Friends and readers of the blog will have noticed that, three months later, the summer hiatus is yet to be brought to an end. This is not a procurement-related post and the hiatus on content on EU/UK economic and digital law will go on for longer. As of now, I am not sure how much longer, but probably well into 2026, or even beyond. In this rather personal post, I just offload/share the reasons for this extended, and for now indefinite, pause. I am doing this because I think we do not speak about the sort of challenges I am facing often enough. Maybe reading this will be helpful to someone else. Maybe not.
This was the hardest summer of my life. My mother was admitted to hospital at the end of July with an acute, systemic health crisis derived from her alcoholism. Things looked very bad, then slightly better, then worse. She was referred across four hospitals and received levels of treatment that were to me mindboggling, and scores of nurses and doctors deserve recognition and praise for all they did for her. Unfortunately, she reached a point were nothing else could be done. After a short stay in a palliative care facility, she passed away just over six weeks ago. Just like that, she was gone. The long, harrowing process that led to her departure did not make it feel less sudden or devastating. The way her wake and funeral evidenced how broken my extended family is, and how uprooted I am from the place and people I once called home, did not provide any solace either.
I did my best to be by her side and support her through it, despite the very mixed emotions this stirred up in me. I’ll spare the details, but that complex mix of emotions kept evolving and has now further combined with grief, which is in itself a much more amorphous, sneaky and destabilising emotion than I ever imagined. When someone asks me how I am doing, I am genuinely at a loss for what to say. ‘I am ok’ feels both right and wrong.
Living in a different country and having a young family made my unplanned, frequent trips back to Spain quite hard, both logistically and emotionally, for all of us. I thought I usually have to juggle a few things (work/life balance …), but this required an altogether different level of juggling commitments and responsibilities, for months. I constantly felt bad because I was never in the right place, as I was constantly letting someone down, and because wherever I was and whatever I was doing, someone else was picking up a lot of care work — whether my mum’s or my children’s. I also felt bad about all the cancelled plans and about my difficulties being present for those that weren’t.
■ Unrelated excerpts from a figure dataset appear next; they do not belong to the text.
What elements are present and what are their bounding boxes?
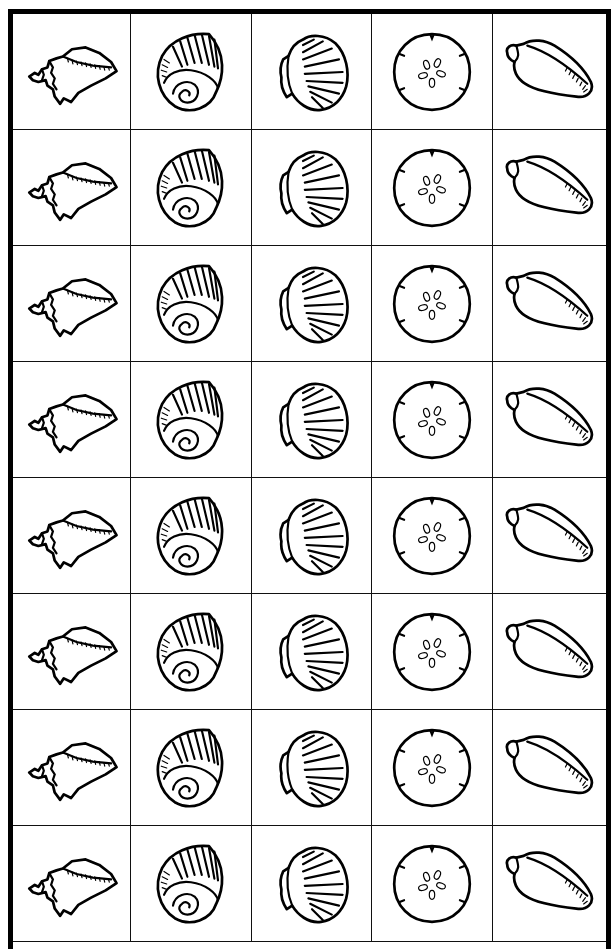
grid-cell	[252, 710, 372, 826]
scallop-shell-icon	[262, 491, 362, 581]
sand-dollar-icon	[382, 375, 482, 465]
grid-cell	[13, 594, 131, 710]
grid-cell	[372, 478, 493, 594]
conch-shell-icon	[22, 839, 122, 929]
moon-snail-shell-icon	[141, 607, 241, 697]
moon-snail-shell-icon	[141, 839, 241, 929]
sand-dollar-icon	[382, 839, 482, 929]
conch-shell-icon	[22, 491, 122, 581]
grid-cell	[252, 478, 372, 594]
grid-cell	[493, 826, 606, 942]
grid-cell	[13, 14, 131, 130]
sand-dollar-icon	[382, 259, 482, 349]
grid-cell	[252, 826, 372, 942]
conch-shell-icon	[22, 723, 122, 813]
grid-cell	[252, 246, 372, 362]
grid-cell	[13, 246, 131, 362]
cone-shell-icon	[500, 143, 600, 233]
grid-cell	[131, 710, 252, 826]
grid-cell	[13, 826, 131, 942]
moon-snail-shell-icon	[141, 143, 241, 233]
grid-cell	[131, 246, 252, 362]
conch-shell-icon	[22, 375, 122, 465]
moon-snail-shell-icon	[141, 491, 241, 581]
grid-cell	[372, 710, 493, 826]
sand-dollar-icon	[382, 607, 482, 697]
grid-cell	[493, 710, 606, 826]
conch-shell-icon	[22, 259, 122, 349]
cone-shell-icon	[500, 27, 600, 117]
conch-shell-icon	[22, 27, 122, 117]
grid-cell	[493, 362, 606, 478]
sand-dollar-icon	[382, 27, 482, 117]
cone-shell-icon	[500, 839, 600, 929]
scallop-shell-icon	[262, 259, 362, 349]
scallop-shell-icon	[262, 839, 362, 929]
moon-snail-shell-icon	[141, 27, 241, 117]
grid-cell	[13, 362, 131, 478]
conch-shell-icon	[22, 143, 122, 233]
cone-shell-icon	[500, 723, 600, 813]
grid-cell	[493, 246, 606, 362]
cone-shell-icon	[500, 375, 600, 465]
grid-cell	[372, 130, 493, 246]
grid-cell	[372, 594, 493, 710]
moon-snail-shell-icon	[141, 723, 241, 813]
sand-dollar-icon	[382, 143, 482, 233]
scallop-shell-icon	[262, 723, 362, 813]
grid-cell	[252, 362, 372, 478]
sand-dollar-icon	[382, 491, 482, 581]
scallop-shell-icon	[262, 607, 362, 697]
grid-cell	[131, 478, 252, 594]
grid-cell	[372, 826, 493, 942]
grid-cell	[131, 362, 252, 478]
sand-dollar-icon	[382, 723, 482, 813]
scallop-shell-icon	[262, 143, 362, 233]
moon-snail-shell-icon	[141, 375, 241, 465]
grid-cell	[252, 594, 372, 710]
grid-cell	[252, 14, 372, 130]
cone-shell-icon	[500, 607, 600, 697]
scallop-shell-icon	[262, 375, 362, 465]
grid-cell	[131, 594, 252, 710]
grid-cell	[372, 14, 493, 130]
grid-cell	[372, 246, 493, 362]
moon-snail-shell-icon	[141, 259, 241, 349]
grid-cell	[13, 710, 131, 826]
grid-cell	[131, 826, 252, 942]
grid-cell	[493, 594, 606, 710]
grid-cell	[372, 362, 493, 478]
conch-shell-icon	[22, 607, 122, 697]
grid-cell	[252, 130, 372, 246]
grid-cell	[131, 14, 252, 130]
grid-cell	[493, 130, 606, 246]
grid-cell	[131, 130, 252, 246]
grid-cell	[13, 478, 131, 594]
scallop-shell-icon	[262, 27, 362, 117]
seashell-card-grid	[8, 9, 611, 949]
grid-cell	[493, 478, 606, 594]
grid-cell	[493, 14, 606, 130]
grid-cell	[13, 130, 131, 246]
cone-shell-icon	[500, 491, 600, 581]
cone-shell-icon	[500, 259, 600, 349]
I was lucky to have the sort of job that provides flexibility and, by pure chance, to have almost no teaching this fall term—which made it easier to physically be intermittently away from work. I did my best to keep the work commitments I thought I could complete (and I hope I managed to do so professionally), rejected many interesting opportunities and new projects, and delayed or cancelled more research collaborations than I ever thought I could. I received nothing but compassion, understanding and support from colleagues and contacts I was clearly letting down or disappointing. Although I knew these reactions to be genuine and that pairing work back to the bare minimum was the only realistic option, I felt bad about this, and also worried about the longer term impact some of the foregone opportunities may have on my professional development and career.
All of this has left me exhausted and struggling for meaning and motivation, mostly at work. Maybe I just need some time to process, mourn, grieve and get used to the new normal of such an absence in my life. Maybe this is just the ‘identity crisis’ side of the grief process. But I have the hunch that this may not be the whole story. My personal circumstances have piled on top of very bad trends and circumstances in academia, especially in the UK, where things have been looking grim for way too long now. Somehow I find myself wondering what is the purpose or many of the things I do or aspire to do, what can I achieve with my professional interactions, and whether that is worth the effort. I keep asking myself ‘why’ and ‘so what’, and drawing a blank. Until I find good answers to that, I will probably just keep doing what needs to be done and no more, as self-motivation was a driver of most of my work. And maybe this is ok. Or at least ok for now.